Our children would be happy, our children would be so happy. They’d have everything we’ve ever had and more. We would understand them. We would listen to them. We would love them. Of course, we tell ourselves, they would be all ours to love and someday, someday way off into the future, they would grow up the same way we are growing up now.

Our faces fall fast and we grow quiet, staring back out to those houses where everything is suspended in space as we hold our collective breath. So tight, so tight are our lungs. Maybe we will shout for air.

How guilty one feels in dreaming. This is our conclusion.

My dorm room is a sacrosanct space. The concrete walls are painted a shade of manila and the floor is laid in commercial carpet, covered with a white rug. Moving in, I put square mirrors all over like glass wallpaper and, sometimes, I stare at myself until my pupils dilate and reflex; I think I am vain. At the end of the semester, my friends will help me cover them in duct tape and together, we will bust them into shards. We will have bad luck for the rest of our lives, but at least will not pay for damages, for messes that could not be cleaned.

Soon, my books will be packed into plastic containers and stored in my parent’s basement where it will flood while I am in another country and powerless to control the water. Fiction and memoirs and Bibles. Rust-colored water and a red algal bloom.

But before the floods, my father will drive to pick me up. I will walk him around my campus, and I will wear the only shirt I have not packed, with flowers and French text that goes down to my knees. I do not speak French, but for practice tell my friends á tes souhaits when they sneeze. Bless you. We laugh.

We will see the gym and the bookstore and he will buy us matching windbreakers that say the name of the college in a lofty print. He will see the library with cathedral ceilings, the cottage for the English Department, and “Hall” Hall where I took Latin despite having told myself I was through with it after graduating high school; I will show him the spaces where I have learned.
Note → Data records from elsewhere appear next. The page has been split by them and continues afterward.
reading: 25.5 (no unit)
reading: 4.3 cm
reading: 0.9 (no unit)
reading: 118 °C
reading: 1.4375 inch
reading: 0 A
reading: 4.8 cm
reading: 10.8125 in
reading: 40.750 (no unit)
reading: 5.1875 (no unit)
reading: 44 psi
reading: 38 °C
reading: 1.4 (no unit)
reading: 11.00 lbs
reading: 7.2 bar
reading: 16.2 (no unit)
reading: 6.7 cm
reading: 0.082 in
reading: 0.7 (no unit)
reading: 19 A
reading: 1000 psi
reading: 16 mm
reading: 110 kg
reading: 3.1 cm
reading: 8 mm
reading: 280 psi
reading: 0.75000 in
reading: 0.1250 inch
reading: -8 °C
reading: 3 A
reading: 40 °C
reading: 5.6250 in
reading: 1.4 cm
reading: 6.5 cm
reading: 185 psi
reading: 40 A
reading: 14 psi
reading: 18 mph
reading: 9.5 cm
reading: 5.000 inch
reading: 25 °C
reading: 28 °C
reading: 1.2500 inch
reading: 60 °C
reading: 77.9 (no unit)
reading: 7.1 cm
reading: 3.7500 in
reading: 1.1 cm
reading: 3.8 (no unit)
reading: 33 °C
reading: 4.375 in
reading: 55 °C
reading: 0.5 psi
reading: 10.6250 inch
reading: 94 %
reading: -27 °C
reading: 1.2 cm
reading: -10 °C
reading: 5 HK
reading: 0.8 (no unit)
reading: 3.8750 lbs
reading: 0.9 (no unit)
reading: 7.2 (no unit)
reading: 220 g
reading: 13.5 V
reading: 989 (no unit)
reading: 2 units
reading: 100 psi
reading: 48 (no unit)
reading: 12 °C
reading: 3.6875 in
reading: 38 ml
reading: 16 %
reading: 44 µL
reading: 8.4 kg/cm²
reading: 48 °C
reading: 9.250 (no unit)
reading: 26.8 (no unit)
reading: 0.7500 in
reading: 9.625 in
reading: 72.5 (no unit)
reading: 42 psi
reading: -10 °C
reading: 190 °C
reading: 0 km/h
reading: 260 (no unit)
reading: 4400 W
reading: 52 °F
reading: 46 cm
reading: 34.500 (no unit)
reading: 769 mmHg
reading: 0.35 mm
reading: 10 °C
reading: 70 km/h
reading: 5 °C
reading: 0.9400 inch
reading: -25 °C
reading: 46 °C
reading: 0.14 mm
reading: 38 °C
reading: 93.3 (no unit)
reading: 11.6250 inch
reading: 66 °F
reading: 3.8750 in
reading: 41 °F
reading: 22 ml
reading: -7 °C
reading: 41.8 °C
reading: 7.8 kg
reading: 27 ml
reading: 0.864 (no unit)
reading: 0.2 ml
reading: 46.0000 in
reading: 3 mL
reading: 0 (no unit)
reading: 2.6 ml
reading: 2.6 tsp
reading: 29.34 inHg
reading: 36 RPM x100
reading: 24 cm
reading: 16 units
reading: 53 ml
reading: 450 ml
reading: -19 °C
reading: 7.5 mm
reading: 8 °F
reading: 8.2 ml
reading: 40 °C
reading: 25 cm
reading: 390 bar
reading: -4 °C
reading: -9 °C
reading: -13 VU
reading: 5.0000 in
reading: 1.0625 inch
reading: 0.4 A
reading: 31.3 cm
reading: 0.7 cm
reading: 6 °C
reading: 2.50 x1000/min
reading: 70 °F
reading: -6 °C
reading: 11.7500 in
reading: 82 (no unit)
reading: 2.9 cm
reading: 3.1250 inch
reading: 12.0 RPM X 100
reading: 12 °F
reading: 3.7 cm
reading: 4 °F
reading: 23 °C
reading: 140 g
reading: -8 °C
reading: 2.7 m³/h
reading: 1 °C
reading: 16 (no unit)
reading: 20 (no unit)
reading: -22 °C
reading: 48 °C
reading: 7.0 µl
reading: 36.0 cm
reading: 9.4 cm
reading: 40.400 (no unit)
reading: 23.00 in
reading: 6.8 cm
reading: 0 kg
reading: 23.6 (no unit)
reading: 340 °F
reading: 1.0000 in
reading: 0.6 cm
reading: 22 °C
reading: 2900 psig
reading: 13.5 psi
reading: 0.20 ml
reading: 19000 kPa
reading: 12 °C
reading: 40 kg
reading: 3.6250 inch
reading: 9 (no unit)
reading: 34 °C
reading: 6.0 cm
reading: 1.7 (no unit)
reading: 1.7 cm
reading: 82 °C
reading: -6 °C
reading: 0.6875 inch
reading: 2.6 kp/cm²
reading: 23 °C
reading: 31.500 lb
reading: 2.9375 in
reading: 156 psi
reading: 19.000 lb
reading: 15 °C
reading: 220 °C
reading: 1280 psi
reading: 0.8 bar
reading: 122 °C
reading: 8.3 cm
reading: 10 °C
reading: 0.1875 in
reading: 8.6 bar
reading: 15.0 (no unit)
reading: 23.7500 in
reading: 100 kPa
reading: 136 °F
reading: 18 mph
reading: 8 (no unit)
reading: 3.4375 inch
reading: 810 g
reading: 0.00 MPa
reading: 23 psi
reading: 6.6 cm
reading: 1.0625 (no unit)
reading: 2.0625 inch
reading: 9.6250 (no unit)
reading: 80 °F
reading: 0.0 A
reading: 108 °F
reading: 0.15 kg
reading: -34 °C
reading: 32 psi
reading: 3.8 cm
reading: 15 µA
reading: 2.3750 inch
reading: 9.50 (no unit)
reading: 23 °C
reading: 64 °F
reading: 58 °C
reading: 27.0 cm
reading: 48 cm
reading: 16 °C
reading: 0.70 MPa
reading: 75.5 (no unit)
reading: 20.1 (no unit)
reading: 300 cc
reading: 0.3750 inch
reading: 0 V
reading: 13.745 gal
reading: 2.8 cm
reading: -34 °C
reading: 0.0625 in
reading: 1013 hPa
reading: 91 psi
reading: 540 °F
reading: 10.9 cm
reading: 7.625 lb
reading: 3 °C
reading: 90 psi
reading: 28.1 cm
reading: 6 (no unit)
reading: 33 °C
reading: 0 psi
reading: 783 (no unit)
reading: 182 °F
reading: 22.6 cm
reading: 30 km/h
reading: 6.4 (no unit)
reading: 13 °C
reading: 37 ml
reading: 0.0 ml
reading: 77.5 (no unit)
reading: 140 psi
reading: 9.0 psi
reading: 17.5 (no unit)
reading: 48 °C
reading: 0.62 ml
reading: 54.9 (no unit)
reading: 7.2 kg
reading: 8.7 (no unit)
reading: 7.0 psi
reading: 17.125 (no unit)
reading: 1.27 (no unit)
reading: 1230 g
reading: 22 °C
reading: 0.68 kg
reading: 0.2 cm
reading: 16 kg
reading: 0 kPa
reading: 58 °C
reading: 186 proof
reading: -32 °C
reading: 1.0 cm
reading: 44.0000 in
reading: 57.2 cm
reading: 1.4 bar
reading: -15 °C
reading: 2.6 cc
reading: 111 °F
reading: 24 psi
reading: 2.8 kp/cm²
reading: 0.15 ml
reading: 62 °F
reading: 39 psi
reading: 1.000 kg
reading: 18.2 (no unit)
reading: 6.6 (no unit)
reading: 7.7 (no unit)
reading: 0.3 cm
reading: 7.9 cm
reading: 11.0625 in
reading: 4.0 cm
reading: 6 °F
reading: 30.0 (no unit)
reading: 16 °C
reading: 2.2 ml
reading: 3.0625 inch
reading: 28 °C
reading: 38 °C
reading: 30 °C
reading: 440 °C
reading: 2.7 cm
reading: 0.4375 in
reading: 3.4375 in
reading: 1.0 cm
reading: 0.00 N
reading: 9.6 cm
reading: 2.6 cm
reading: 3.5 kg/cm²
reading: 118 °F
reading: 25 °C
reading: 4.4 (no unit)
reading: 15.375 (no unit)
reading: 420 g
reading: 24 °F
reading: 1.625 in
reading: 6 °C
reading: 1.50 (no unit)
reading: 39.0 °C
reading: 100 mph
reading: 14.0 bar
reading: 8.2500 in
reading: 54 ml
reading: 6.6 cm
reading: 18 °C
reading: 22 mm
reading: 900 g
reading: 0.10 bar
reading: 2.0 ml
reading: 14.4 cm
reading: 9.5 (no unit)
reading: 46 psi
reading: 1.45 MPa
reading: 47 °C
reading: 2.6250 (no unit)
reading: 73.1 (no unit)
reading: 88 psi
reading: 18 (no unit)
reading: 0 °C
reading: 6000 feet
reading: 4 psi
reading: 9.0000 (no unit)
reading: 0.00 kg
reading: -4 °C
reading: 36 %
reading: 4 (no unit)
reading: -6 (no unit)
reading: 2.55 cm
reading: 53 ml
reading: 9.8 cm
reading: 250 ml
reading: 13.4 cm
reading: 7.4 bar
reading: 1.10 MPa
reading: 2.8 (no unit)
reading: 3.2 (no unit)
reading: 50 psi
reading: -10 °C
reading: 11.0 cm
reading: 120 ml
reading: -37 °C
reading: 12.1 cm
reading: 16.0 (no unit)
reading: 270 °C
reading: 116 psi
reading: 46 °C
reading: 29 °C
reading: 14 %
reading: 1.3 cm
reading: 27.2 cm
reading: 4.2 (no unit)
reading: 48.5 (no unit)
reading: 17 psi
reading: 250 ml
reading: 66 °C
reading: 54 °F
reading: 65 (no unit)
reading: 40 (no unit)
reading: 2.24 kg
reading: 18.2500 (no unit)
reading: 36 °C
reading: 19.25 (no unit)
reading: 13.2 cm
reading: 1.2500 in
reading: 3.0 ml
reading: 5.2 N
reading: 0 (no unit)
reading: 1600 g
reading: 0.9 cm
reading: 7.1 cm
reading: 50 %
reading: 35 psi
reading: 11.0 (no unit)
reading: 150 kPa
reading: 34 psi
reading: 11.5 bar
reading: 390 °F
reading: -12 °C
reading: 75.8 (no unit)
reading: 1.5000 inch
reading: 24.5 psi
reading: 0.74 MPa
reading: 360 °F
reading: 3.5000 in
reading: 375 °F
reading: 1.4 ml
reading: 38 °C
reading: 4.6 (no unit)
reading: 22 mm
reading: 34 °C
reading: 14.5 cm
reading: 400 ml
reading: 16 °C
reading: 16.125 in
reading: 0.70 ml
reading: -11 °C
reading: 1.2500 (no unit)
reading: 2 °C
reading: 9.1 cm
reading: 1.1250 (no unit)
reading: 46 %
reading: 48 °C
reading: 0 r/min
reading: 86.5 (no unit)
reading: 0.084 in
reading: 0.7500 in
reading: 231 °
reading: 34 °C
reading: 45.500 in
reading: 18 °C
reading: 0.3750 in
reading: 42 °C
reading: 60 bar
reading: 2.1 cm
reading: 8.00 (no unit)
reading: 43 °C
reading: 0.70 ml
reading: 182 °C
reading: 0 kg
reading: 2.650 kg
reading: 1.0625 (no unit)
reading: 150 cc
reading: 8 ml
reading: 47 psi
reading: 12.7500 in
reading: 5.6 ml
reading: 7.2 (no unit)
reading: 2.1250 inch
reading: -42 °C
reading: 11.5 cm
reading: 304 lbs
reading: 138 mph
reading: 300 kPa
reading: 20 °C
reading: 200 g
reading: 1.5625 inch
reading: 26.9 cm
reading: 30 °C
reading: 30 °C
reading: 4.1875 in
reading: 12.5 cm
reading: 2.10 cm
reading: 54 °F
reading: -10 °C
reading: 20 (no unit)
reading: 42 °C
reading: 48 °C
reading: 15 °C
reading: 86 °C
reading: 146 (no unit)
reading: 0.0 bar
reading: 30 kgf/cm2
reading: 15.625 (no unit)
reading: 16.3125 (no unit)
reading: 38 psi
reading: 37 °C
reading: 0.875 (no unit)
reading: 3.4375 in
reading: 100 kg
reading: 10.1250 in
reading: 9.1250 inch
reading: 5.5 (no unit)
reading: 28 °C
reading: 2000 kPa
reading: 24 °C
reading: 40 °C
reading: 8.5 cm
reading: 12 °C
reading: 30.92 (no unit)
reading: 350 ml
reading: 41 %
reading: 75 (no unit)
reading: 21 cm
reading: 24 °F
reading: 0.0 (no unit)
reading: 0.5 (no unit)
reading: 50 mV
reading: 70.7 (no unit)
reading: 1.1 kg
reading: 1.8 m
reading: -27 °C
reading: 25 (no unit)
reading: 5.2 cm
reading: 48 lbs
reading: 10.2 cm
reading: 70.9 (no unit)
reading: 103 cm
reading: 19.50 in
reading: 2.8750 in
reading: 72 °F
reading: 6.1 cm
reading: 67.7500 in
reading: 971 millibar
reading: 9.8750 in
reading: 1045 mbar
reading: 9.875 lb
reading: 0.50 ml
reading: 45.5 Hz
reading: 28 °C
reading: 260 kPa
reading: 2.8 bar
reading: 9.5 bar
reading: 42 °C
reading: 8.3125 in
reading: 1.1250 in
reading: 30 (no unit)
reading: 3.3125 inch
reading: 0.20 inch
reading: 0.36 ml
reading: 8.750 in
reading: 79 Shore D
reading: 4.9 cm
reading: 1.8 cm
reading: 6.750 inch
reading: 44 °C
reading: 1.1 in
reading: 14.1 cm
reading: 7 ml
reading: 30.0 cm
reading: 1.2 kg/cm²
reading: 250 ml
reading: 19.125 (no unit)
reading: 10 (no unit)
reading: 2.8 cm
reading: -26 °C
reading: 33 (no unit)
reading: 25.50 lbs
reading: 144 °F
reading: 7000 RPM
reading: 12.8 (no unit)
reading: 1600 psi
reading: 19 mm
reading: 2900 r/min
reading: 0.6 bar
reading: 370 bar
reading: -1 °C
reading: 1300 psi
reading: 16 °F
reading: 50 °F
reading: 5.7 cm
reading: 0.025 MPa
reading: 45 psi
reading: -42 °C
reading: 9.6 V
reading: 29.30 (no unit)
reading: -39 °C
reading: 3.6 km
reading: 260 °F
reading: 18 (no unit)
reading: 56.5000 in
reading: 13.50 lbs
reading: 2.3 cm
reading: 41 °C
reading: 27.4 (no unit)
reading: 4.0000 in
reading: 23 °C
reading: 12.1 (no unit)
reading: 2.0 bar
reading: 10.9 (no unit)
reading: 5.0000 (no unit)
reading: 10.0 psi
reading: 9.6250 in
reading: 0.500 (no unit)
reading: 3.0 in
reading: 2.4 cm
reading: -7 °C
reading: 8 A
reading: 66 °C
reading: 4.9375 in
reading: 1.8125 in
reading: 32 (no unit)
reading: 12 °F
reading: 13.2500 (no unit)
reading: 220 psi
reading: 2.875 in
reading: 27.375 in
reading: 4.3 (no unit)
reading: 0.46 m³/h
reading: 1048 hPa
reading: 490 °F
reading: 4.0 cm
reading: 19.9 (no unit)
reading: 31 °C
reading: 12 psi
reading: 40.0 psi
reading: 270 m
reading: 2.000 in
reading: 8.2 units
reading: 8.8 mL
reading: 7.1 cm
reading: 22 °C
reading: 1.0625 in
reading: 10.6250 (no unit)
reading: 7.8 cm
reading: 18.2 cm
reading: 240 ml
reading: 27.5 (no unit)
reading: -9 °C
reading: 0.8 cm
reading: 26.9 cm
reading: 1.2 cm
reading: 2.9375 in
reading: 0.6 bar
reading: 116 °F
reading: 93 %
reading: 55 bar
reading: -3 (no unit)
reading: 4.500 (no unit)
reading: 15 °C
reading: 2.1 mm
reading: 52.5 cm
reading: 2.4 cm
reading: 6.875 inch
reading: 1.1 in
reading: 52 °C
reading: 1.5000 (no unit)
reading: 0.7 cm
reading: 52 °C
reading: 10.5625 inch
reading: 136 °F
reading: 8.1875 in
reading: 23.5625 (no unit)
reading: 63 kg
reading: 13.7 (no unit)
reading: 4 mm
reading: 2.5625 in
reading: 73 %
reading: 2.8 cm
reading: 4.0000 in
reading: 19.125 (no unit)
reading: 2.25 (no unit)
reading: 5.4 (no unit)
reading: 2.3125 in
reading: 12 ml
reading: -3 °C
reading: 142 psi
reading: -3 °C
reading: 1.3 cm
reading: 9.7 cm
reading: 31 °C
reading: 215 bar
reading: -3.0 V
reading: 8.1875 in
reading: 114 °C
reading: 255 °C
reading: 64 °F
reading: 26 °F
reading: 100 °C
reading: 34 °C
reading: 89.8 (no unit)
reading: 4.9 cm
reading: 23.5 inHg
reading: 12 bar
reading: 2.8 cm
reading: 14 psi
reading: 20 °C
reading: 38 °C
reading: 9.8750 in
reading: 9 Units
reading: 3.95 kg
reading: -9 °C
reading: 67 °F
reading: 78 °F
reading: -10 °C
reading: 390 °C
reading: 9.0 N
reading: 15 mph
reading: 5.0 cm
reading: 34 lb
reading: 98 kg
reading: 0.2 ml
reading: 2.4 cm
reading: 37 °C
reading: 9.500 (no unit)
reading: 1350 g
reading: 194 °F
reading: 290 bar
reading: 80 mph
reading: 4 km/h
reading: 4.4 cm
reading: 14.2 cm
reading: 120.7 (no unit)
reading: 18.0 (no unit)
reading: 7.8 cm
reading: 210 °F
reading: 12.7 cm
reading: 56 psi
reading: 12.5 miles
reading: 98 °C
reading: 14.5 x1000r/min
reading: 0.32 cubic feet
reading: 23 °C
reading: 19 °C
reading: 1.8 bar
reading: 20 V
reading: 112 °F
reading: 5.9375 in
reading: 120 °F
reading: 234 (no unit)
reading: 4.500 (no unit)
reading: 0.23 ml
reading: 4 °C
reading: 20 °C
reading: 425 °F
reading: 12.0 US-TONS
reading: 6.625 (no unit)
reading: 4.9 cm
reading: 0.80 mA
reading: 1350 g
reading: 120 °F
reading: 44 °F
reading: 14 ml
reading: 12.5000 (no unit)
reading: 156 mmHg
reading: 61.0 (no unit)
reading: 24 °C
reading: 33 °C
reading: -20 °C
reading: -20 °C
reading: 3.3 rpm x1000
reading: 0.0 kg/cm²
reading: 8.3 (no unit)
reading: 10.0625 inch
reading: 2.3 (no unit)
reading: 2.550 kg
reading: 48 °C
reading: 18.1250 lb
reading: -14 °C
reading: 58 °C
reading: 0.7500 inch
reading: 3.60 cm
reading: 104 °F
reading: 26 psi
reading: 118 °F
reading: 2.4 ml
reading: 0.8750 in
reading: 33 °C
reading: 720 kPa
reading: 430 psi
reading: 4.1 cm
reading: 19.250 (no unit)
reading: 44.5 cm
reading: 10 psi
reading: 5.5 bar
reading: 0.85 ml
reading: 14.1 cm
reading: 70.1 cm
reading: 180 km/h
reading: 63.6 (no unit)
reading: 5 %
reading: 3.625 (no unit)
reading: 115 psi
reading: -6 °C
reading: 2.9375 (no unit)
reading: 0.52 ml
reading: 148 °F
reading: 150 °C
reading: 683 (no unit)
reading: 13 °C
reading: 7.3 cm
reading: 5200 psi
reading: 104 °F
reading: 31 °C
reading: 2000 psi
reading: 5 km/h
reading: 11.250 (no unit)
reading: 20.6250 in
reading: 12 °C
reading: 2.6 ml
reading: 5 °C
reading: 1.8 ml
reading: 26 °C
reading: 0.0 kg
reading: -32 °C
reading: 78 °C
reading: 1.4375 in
Together, we will carry plastic tubs and heavy boxes down two flights of stairs and into our SUV. They will fill up the back and I will worry because he can’t see out of the rearview on the turnpike.

I’ll ask him, when he is looking at the road, how he is feeling. About my grandmother. Three months will have passed and oh, he will tell me that he will be alright, he’s doing alright.

The rest of the car ride will be silent until he asks me, again, about law school. I tell him that’s where I will probably end up, knowing fully that law school is not where I am going to end up. The second part, I do not tell him.

Good, he’ll say, and he will be so proud of me. If nothing else, I can always write wills. Everybody’s gotta have a will. He will be so glad I am finally happy. That’s all he’s ever wanted. And we will go home.

But for now, I will rest.

Though it is nighttime, I look out my dorm room window toward the duck pond, the forest, the city. I feel like a debtor of morality, and so much like a kid. Outside is a light pollution wonderland, and the wishing stars are smothered.

Tonight, I do not lock the door. I am young and feel, paradoxically, powerless and formidable because of all the philosophy I’ve been made to read as of late. I shut off the overhead lights and the desk lamp.

To sleep, I imagine myself in one of those houses, one of the ones from the suburbs. Only here, it is on the top of a mountain. Yes, I imagine my face in an upstairs window, peering out. There’s a valley below me, and a river. How lucky I might be, how steady.


Alex BehmAlex Behm is a writer from West Virginia. Her work has appeared in The Allegheny ReviewMilkweedZeniada, and elsewhere. Currently a student at Haverford College, she is the founder and leader of the Haverford Poetry Club as well as The Haverford Coterie, an undergraduate poetry magazine. When not reading or writing, she enjoys traveling and performing improv comedy. Visit her bio page here.